The chapter explores how notions of Jewish and Muslim difference play out in the history of communal violence in independent India. In doing so it will first interrogate the way in which trajectories of anti-Muslim ideologies intersect in India with Nazi rhetoric that harks back to Hitler’s Germany, and the (lack of) the memory of the Holocaust on the subcontinent. It will then discuss how the experiences of contemporary Indian Jewish communities both mirror and contrast those of Indian Muslims and how Indian Jews and the alleged absence of anti-Semitism in India have become a reference point in the discourse of the Hindu right deployed to mask anti-Muslim and other forms of intolerance.


2021 ◽  
Vol 73 (2) ◽  
pp. 202-216
Author(s):  
Amos Morris Reich

Abstract In the attempt to find an Israeli approach to understanding the current European ambivalence towards Jews, this study focuses on the question of post-Holocaust anti-Semitism. It analyzes a specifically Israeli structure of experience of “schizophrenia” resulting from its decoupling of antisemitism from the Holocaust. It is shown that the justification of anti-Semitism has changed after the Holocaust. Thus, anti-Semitism has developed from a “cultural code” to a “semiotic problem”. The article concludes that the two main forms of Israel’s response to European anti-Semitism are inseparably linked to the question of whether Zionism ended with the establishment of the modern state of Israel and whether Israel is a “normal” state.


Author(s):  
Nitzan Shoshan

Abstract This article examines whether and how the figure of Adolf Hitler in particular, and National Socialism more generally, operate as moral exemplars in today’s Germany. In conversation with similar studies about Mosely in England, Franco in Spain, and Mussolini in Italy, it seeks to advance our comparative understanding of neofascism in Europe and beyond.

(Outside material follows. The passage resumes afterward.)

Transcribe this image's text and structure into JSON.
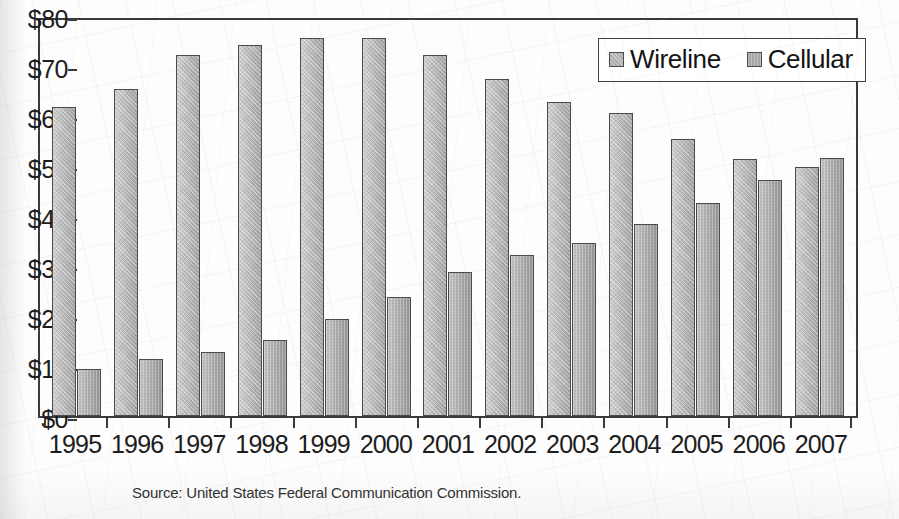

In Germany, legal and discursive constraints limit what can be said about the Third Reich period, while even far-right nationalists often condemn Hitler, for either the Holocaust or his military failure. Here I revise the concept of moral exemplarity as elaborated by Caroline Humphry to argue that Hitler and National Socialism do nevertheless work as contemporary exemplars, in at least three fashions: negativity, substitution, and extension. First, they stand as the most extreme markers of negative exemplarity for broad publics that understand them as illustrations of absolute moral depravity. Second, while Hitler himself is widely unpopular, Führer-substitutes such as Rudolf Hess provide alternative figures that German nationalists admire and seek to emulate. Finally, by extension to the realm of the ordinary, National Socialism introduces a cast of exemplars in the figures of loving grandfathers or anonymous fallen soldiers. The moral values for which they stand, I show, appear to be particularly significant for young nationalists. An extended, more open-ended notion of exemplarity, I conclude, can offer important insights about the lingering afterlife of fascist figures in the moral life of European nationalists today.